I nod, handing it over. He switches it on, sees the lock screen, and turns it over, popping out the SIM card and battery before passing it back. “That should help but you’ll be better off leaving it here.”
“Okay.” I feel naked without it, but I pop it on the sidetable and grab my jacket from the hook near the door. “Do you mind if I take my car? I don’t want to be stranded anywhere.”
Eddie stares at me with a frown, shaking his head. “Isn’t your car still over in Sydenham?”
Fuck. Yes, it is. Parked a few doors down from the murder house.
“Yeah, sorry.”
“You’re going with him?”
I twist back to face Sashe, nodding. “We’ll have to do Austen another time.”
She pulls me into a hug. A gesture that surprises me until she whispers in my ear, “I don’t think you should. Especially without your phone.”
“It’s okay,” I reassure her. The warning doesn’t really surprise me. After all, on our first meeting I’d stolen his keys, assuming he was a pervert. “I know him. He’s safe.”
“Knows me.” Eddie rolls his eyes. “You also whipped my arse at poker.”
“That was Finley,” I snap back with a smile, detaching myself from Sashe and following him outside. The wind has picked up, sending a chill straight to my bones. “Trent didn’t say…” My throat clicks and I have to clear it before continuing. “He said nothing else, did he? About catching my uncle?”
The investigator shakes his head, pressing his fob so the car beeps unlocked.
It’s a different make and model than the last one he was in. This one is a far superior upgrade, a roomy sedan rather than the beaten-up litterbox I last saw him driving. I stifle a smile of amusement that this is the car he drives to Trent’s house but the one he drove to mine was markedly worse.
“Get in the back,” he says when I try the passenger side door. “It’ll be easier for you to duck down if you need to hide.”
I follow his direction and he slams the door shut for me. Once I’ve done up my seat belt, I wait for him to finish fiddling with the multitude of buttons, bringing up a large screen of the surrounds while he reverses out of the driveway, then turning to a GPS map once we’re heading forward.
“There’s water back there,” he says like he’s a courteous Uber driver. “Snacks in the back of the seat if you’re hungry.”
“I’m good.” My stomach is so tightly knotted, I doubt I’ll be eating anytime soon.
I stare out the window, the afternoon weather turning worse with every passing moment. Specks of graupel hit against the window with increasing regularity. Even with my jacket on, I’m cold.
“Could you turn up the heat?” I ask, and Eddie stops watching the road while he searches for the right button.
Not his car, then. I file the information away, my eyes flicking towards the GPS, used to staring at screens so often that they miss the comforting glare of my phone.
We’re heading along Glandovey Road, and I frown at the slowly moving map, then turn my attention out the window again. I don’t have an internal compass—or, if I do, it’s broken—but this doesn’t seem like the right way to reach my mother’s new hospice.
I lean forward. “Are you sure you typed in the right address? We should head north. Her new place is out towards Belfast.”
“We’re just taking a slight detour first,” he says without concern. “Then we’ll swing by your mother’s place and make sure she’s safe.”
I sit back in my chair. The words sound innocent enough but there’s still a growing lump in my throat. I pluck at the skin of my neck, rubbing against my windpipe, trying to shake the sensation. Part of it’s just the healing bruises from Saturday. More of it is a reaction to his tone.
“What’s the detour?” He doesn’t answer and I shift in my seat, leaning forward to examine the contents of the pocket, before leaning back again. “Edwin? What’s the detour?”
“Just to drop something off. Don’t worry about it.”
“But are we—”
“Sorry, I can’t concentrate when I’m talking. Just relax, yeah? We’ll have you to your mum’s place soon enough.”
Now all my senses are tingling, blaring out a multitude of silent alarms. The map shows us driving farther away from my mother with each passing second, farther away from Trent’s, farther away from help.
My phone’s in pieces on a sidetable. All Sashe knows is that I left with someone I trusted.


__DESCRIPTION OF THE TASK__
Reproduce all records word for word.

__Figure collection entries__
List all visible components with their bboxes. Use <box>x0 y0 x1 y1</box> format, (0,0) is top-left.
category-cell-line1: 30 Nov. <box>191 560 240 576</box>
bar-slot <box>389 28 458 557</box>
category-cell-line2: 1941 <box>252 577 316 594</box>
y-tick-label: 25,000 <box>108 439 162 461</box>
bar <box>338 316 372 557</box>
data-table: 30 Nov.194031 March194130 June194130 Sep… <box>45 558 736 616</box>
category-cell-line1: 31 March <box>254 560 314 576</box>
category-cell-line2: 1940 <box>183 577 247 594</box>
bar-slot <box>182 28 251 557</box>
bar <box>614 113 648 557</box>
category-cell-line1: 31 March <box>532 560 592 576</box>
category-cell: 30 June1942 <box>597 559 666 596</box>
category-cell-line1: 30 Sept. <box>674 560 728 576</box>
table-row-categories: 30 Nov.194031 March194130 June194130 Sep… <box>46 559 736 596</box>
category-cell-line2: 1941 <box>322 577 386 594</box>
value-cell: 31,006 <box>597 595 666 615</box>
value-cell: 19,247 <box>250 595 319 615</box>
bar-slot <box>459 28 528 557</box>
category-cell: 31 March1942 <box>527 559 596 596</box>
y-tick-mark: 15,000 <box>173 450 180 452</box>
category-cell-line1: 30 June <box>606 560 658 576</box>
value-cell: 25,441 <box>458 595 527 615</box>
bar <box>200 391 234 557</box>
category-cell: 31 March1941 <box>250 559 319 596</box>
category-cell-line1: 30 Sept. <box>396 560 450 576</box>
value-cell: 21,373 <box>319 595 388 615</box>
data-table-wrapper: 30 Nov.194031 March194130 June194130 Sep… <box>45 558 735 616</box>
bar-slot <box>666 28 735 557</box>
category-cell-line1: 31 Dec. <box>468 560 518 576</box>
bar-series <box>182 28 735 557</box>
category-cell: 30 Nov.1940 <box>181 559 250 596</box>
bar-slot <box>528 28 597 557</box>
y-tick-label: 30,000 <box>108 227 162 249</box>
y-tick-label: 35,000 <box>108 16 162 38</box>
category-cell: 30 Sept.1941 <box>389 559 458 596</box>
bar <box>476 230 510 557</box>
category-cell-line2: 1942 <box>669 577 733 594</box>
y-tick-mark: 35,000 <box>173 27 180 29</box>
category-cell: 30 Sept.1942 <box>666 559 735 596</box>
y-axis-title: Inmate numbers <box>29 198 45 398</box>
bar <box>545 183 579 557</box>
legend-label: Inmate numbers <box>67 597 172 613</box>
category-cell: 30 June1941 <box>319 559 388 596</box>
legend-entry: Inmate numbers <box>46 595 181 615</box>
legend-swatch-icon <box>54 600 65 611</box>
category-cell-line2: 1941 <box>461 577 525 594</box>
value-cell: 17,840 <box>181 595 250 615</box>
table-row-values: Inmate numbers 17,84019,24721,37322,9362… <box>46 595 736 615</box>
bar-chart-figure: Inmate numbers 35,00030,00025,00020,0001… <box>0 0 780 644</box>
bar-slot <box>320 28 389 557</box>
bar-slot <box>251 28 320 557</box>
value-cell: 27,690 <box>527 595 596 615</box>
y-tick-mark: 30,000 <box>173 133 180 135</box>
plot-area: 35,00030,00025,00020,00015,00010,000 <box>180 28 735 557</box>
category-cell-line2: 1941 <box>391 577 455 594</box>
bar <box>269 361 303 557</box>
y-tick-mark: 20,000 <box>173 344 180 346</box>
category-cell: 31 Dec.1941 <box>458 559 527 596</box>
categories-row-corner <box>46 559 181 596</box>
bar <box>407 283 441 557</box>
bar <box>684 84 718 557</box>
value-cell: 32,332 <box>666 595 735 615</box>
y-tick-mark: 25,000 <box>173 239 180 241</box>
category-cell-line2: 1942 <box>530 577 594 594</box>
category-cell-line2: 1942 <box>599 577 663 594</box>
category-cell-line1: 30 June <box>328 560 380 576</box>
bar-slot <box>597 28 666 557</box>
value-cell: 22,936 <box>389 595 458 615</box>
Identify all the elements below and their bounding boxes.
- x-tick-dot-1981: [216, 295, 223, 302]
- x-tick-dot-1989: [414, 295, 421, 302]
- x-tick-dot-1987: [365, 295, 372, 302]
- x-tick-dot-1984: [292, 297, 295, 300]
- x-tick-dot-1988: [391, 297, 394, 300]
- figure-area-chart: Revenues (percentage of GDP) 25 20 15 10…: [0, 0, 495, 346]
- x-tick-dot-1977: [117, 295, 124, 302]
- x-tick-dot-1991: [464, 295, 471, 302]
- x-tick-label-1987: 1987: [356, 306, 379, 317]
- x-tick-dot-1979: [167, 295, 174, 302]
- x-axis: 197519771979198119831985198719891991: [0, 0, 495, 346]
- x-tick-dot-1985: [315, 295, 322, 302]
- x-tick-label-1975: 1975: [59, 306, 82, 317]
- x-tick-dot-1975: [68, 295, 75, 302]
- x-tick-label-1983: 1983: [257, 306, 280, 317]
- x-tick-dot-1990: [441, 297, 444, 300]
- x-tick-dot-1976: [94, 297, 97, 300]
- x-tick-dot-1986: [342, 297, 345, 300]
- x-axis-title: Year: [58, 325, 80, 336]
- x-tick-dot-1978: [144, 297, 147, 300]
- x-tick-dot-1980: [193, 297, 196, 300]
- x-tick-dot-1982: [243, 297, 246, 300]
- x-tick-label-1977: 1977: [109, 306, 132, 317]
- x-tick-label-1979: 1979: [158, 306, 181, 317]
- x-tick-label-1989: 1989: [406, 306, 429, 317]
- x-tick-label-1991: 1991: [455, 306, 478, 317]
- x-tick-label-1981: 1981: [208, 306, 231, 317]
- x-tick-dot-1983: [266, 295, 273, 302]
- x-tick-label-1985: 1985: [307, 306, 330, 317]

__TASK OUTPUT__
List all visible components with their bboxes. Use <box>x0 y0 x1 y1</box> format, (0,0) is top-left.
category-cell-line1: 30 Nov. <box>191 560 240 576</box>
bar-slot <box>389 28 458 557</box>
category-cell-line2: 1941 <box>252 577 316 594</box>
y-tick-label: 25,000 <box>108 439 162 461</box>
bar <box>338 316 372 557</box>
data-table: 30 Nov.194031 March194130 June194130 Sep… <box>45 558 736 616</box>
category-cell-line1: 31 March <box>254 560 314 576</box>
category-cell-line2: 1940 <box>183 577 247 594</box>
bar-slot <box>182 28 251 557</box>
bar <box>614 113 648 557</box>
category-cell-line1: 31 March <box>532 560 592 576</box>
category-cell: 30 June1942 <box>597 559 666 596</box>
category-cell-line1: 30 Sept. <box>674 560 728 576</box>
table-row-categories: 30 Nov.194031 March194130 June194130 Sep… <box>46 559 736 596</box>
category-cell-line2: 1941 <box>322 577 386 594</box>
value-cell: 31,006 <box>597 595 666 615</box>
value-cell: 19,247 <box>250 595 319 615</box>
bar-slot <box>459 28 528 557</box>
category-cell: 31 March1942 <box>527 559 596 596</box>
y-tick-mark: 15,000 <box>173 450 180 452</box>
category-cell-line1: 30 June <box>606 560 658 576</box>
value-cell: 25,441 <box>458 595 527 615</box>
bar <box>200 391 234 557</box>
category-cell: 31 March1941 <box>250 559 319 596</box>
category-cell-line1: 30 Sept. <box>396 560 450 576</box>
value-cell: 21,373 <box>319 595 388 615</box>
data-table-wrapper: 30 Nov.194031 March194130 June194130 Sep… <box>45 558 735 616</box>
bar-slot <box>666 28 735 557</box>
category-cell-line1: 31 Dec. <box>468 560 518 576</box>
bar-series <box>182 28 735 557</box>
category-cell: 30 Nov.1940 <box>181 559 250 596</box>
bar-slot <box>528 28 597 557</box>
y-tick-label: 30,000 <box>108 227 162 249</box>
y-tick-label: 35,000 <box>108 16 162 38</box>
category-cell: 30 Sept.1941 <box>389 559 458 596</box>
bar <box>476 230 510 557</box>
category-cell-line2: 1942 <box>669 577 733 594</box>
y-tick-mark: 35,000 <box>173 27 180 29</box>
category-cell: 30 Sept.1942 <box>666 559 735 596</box>
y-axis-title: Inmate numbers <box>29 198 45 398</box>
bar <box>545 183 579 557</box>
legend-label: Inmate numbers <box>67 597 172 613</box>
category-cell: 30 June1941 <box>319 559 388 596</box>
legend-entry: Inmate numbers <box>46 595 181 615</box>
legend-swatch-icon <box>54 600 65 611</box>
category-cell-line2: 1941 <box>461 577 525 594</box>
value-cell: 17,840 <box>181 595 250 615</box>
table-row-values: Inmate numbers 17,84019,24721,37322,9362… <box>46 595 736 615</box>
bar-chart-figure: Inmate numbers 35,00030,00025,00020,0001… <box>0 0 780 644</box>
bar-slot <box>320 28 389 557</box>
bar-slot <box>251 28 320 557</box>
value-cell: 27,690 <box>527 595 596 615</box>
y-tick-mark: 30,000 <box>173 133 180 135</box>
plot-area: 35,00030,00025,00020,00015,00010,000 <box>180 28 735 557</box>
category-cell-line2: 1941 <box>391 577 455 594</box>
bar <box>269 361 303 557</box>
y-tick-mark: 20,000 <box>173 344 180 346</box>
category-cell: 31 Dec.1941 <box>458 559 527 596</box>
categories-row-corner <box>46 559 181 596</box>
bar <box>407 283 441 557</box>
bar <box>684 84 718 557</box>
value-cell: 32,332 <box>666 595 735 615</box>
y-tick-mark: 25,000 <box>173 239 180 241</box>
category-cell-line2: 1942 <box>530 577 594 594</box>
category-cell-line2: 1942 <box>599 577 663 594</box>
category-cell-line1: 30 June <box>328 560 380 576</box>
bar-slot <box>597 28 666 557</box>
value-cell: 22,936 <box>389 595 458 615</box>
Identify all the elements below and their bounding boxes.
- x-tick-dot-1981: [216, 295, 223, 302]
- x-tick-dot-1989: [414, 295, 421, 302]
- x-tick-dot-1987: [365, 295, 372, 302]
- x-tick-dot-1984: [292, 297, 295, 300]
- x-tick-dot-1988: [391, 297, 394, 300]
- figure-area-chart: Revenues (percentage of GDP) 25 20 15 10…: [0, 0, 495, 346]
- x-tick-dot-1977: [117, 295, 124, 302]
- x-tick-dot-1991: [464, 295, 471, 302]
- x-tick-label-1987: 1987: [356, 306, 379, 317]
- x-tick-dot-1979: [167, 295, 174, 302]
- x-axis: 197519771979198119831985198719891991: [0, 0, 495, 346]
- x-tick-dot-1985: [315, 295, 322, 302]
- x-tick-label-1975: 1975: [59, 306, 82, 317]
- x-tick-dot-1975: [68, 295, 75, 302]
- x-tick-label-1983: 1983: [257, 306, 280, 317]
- x-tick-dot-1990: [441, 297, 444, 300]
- x-tick-dot-1976: [94, 297, 97, 300]
- x-tick-dot-1986: [342, 297, 345, 300]
- x-axis-title: Year: [58, 325, 80, 336]
- x-tick-dot-1978: [144, 297, 147, 300]
- x-tick-dot-1980: [193, 297, 196, 300]
- x-tick-dot-1982: [243, 297, 246, 300]
- x-tick-label-1977: 1977: [109, 306, 132, 317]
- x-tick-label-1979: 1979: [158, 306, 181, 317]
- x-tick-label-1989: 1989: [406, 306, 429, 317]
- x-tick-label-1991: 1991: [455, 306, 478, 317]
- x-tick-label-1981: 1981: [208, 306, 231, 317]
- x-tick-dot-1983: [266, 295, 273, 302]
- x-tick-label-1985: 1985: [307, 306, 330, 317]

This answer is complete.